First They Came For the Labor Unions. Then They Came for the Immigrants. Who's Next?
The divide-and-conquer attack on working people by Wisconsin Republicans continues. After pitting private sector workers versus public employees, Walker and the GOP are now targeting Wisconsin's quickly-growing Latino and immigrant communities.
The latest census numbers show that Wisconsin's Latino community has grown by 74 percent in recent years, and GOP lawmakers have responded aggressively to this shift in Wisconsin's ethnic composition. Walker's budget eliminates laws that had treated immigrants humanely, and a GOP bill circulating through the legislature seeks to impose a draconian racial profiling bill modeled after Arizona's SB1070. What's more, the anti-immigrant sentiment may be fueling the out-of-state effort to recall Wisconsin's Democratic Senators.

It is both ironic and symbolic that Wisconsin's governor is the most visible one leading the way to dismantle workers' rights in the U.S. Wisconsin has been a pioneer in achieving workers's right in America, making Governor
As Congressional Republicans seek ways to starve the new health care reform law of necessary funding -- and Democrats try to keep that from happening -- it's easy to lose sight of the reasons why reform was pursued in the first place.
The U.S. Army is administering a mental health and fitness test to soldiers that civil rights groups say unconstitutionally requires active-duty soldiers to believe in "God" or a "higher power" in order to rank as "spiritually fit" enough to serve in the military. The Comprehensive Soldier Fitness (CSF) initiative, first used in 2009, is a "holistic fitness program" used to help reduce the number of suicides and post-traumatic stress disorder (PTSD) cases among military enlistees.
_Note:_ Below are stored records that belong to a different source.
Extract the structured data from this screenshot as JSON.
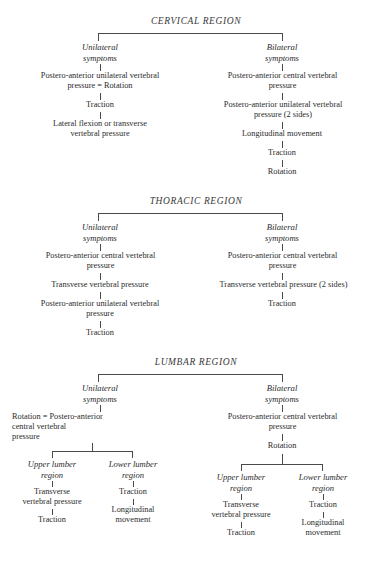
{
  "document": {
    "type": "clinical-treatment-flowchart",
    "ink_color": "#2b2b2b",
    "line_color": "#4a4a4a",
    "background": "#ffffff"
  },
  "regions": {
    "cervical": {
      "title": "CERVICAL REGION",
      "branches": {
        "unilateral": {
          "label": "Unilateral\nsymptoms",
          "steps": [
            "Postero-anterior unilateral vertebral\npressure = Rotation",
            "Traction",
            "Lateral flexion or transverse\nvertebral pressure"
          ]
        },
        "bilateral": {
          "label": "Bilateral\nsymptoms",
          "steps": [
            "Postero-anterior central vertebral\npressure",
            "Postero-anterior unilateral vertebral\npressure (2 sides)",
            "Longitudinal movement",
            "Traction",
            "Rotation"
          ]
        }
      }
    },
    "thoracic": {
      "title": "THORACIC REGION",
      "branches": {
        "unilateral": {
          "label": "Unilateral\nsymptoms",
          "steps": [
            "Postero-anterior central vertebral\npressure",
            "Transverse vertebral pressure",
            "Postero-anterior unilateral vertebral\npressure",
            "Traction"
          ]
        },
        "bilateral": {
          "label": "Bilateral\nsymptoms",
          "steps": [
            "Postero-anterior central vertebral\npressure",
            "Transverse vertebral pressure (2 sides)",
            "Traction"
          ]
        }
      }
    },
    "lumbar": {
      "title": "LUMBAR REGION",
      "branches": {
        "unilateral": {
          "label": "Unilateral\nsymptoms",
          "steps": [
            "Rotation = Postero-anterior\n    central vertebral\n    pressure"
          ],
          "sub_branches": {
            "upper": {
              "label": "Upper lumber\nregion",
              "steps": [
                "Transverse\nvertebral pressure",
                "Traction"
              ]
            },
            "lower": {
              "label": "Lower lumber\nregion",
              "steps": [
                "Traction",
                "Longitudinal\nmovement"
              ]
            }
          }
        },
        "bilateral": {
          "label": "Bilateral\nsymptoms",
          "steps": [
            "Postero-anterior central vertebral\npressure",
            "Rotation"
          ],
          "sub_branches": {
            "upper": {
              "label": "Upper lumber\nregion",
              "steps": [
                "Transverse\nvertebral pressure",
                "Traction"
              ]
            },
            "lower": {
              "label": "Lower lumber\nregion",
              "steps": [
                "Traction",
                "Longitudinal\nmovement"
              ]
            }
          }
        }
      }
    }
  }
}
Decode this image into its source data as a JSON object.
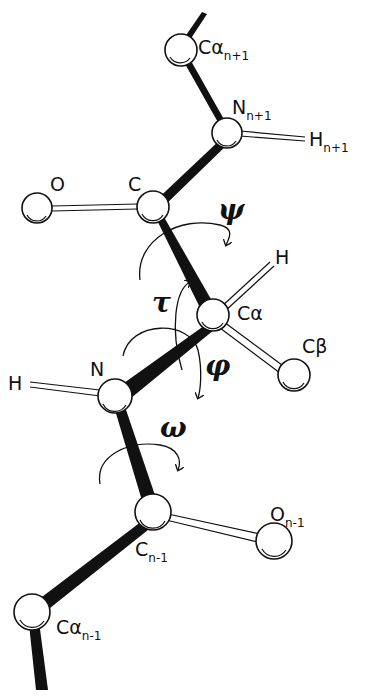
{
  "diagram": {
    "type": "peptide-backbone-torsion-angles",
    "atoms": [
      {
        "id": "ca_np1",
        "label": "Cα",
        "sub": "n+1"
      },
      {
        "id": "n_np1",
        "label": "N",
        "sub": "n+1"
      },
      {
        "id": "h_np1",
        "label": "H",
        "sub": "n+1"
      },
      {
        "id": "o",
        "label": "O",
        "sub": ""
      },
      {
        "id": "c",
        "label": "C",
        "sub": ""
      },
      {
        "id": "h_ca",
        "label": "H",
        "sub": ""
      },
      {
        "id": "ca",
        "label": "Cα",
        "sub": ""
      },
      {
        "id": "cb",
        "label": "Cβ",
        "sub": ""
      },
      {
        "id": "h_n",
        "label": "H",
        "sub": ""
      },
      {
        "id": "n",
        "label": "N",
        "sub": ""
      },
      {
        "id": "o_nm1",
        "label": "O",
        "sub": "n-1"
      },
      {
        "id": "c_nm1",
        "label": "C",
        "sub": "n-1"
      },
      {
        "id": "ca_nm1",
        "label": "Cα",
        "sub": "n-1"
      }
    ],
    "angles": [
      {
        "id": "psi",
        "symbol": "ψ"
      },
      {
        "id": "tau",
        "symbol": "τ"
      },
      {
        "id": "phi",
        "symbol": "φ"
      },
      {
        "id": "omega",
        "symbol": "ω"
      }
    ]
  }
}
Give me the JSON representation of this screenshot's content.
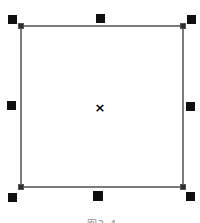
{
  "canvas": {
    "background": "#ffffff",
    "selection": {
      "center_marker": "×",
      "handle_color": "#0f0f0f",
      "outline_color": "#7b7b7b",
      "node_color": "#2e2e2e",
      "handle_positions": [
        "top-left",
        "top-center",
        "top-right",
        "middle-left",
        "middle-right",
        "bottom-left",
        "bottom-center",
        "bottom-right"
      ]
    },
    "caption": {
      "text": "图2-4",
      "color": "#8f8f8f"
    }
  }
}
Suicides and PTSD cases among troops have reached epidemic proportions in the last year as a result of multiple deployments to Afghanistan and Iraq, and the poor quality of care soldiers get when they come home. The CSF test utilizes a "Soldier Fitness Tracker and Global Assessment Tool" that measures soldiers' emotional, physical, family, social and spiritual "resilience." Soldiers fill out a 100-plus question survey, and if poor results put them in the red zone in any area, they must take remedial courses in the discipline in which they received the low score. Over 800,000 soldiers have taken the test so far, and more than 100,000 of them have gotten remedial training. Non-religious soldiers say the test's spiritual component asks questions written predominantly for soldiers who believe in God, leading atheists and other non-believers to score poorly and be forced to take remedial courses which employ religious imagery to "train" troops up to a satisfactory level of spirituality.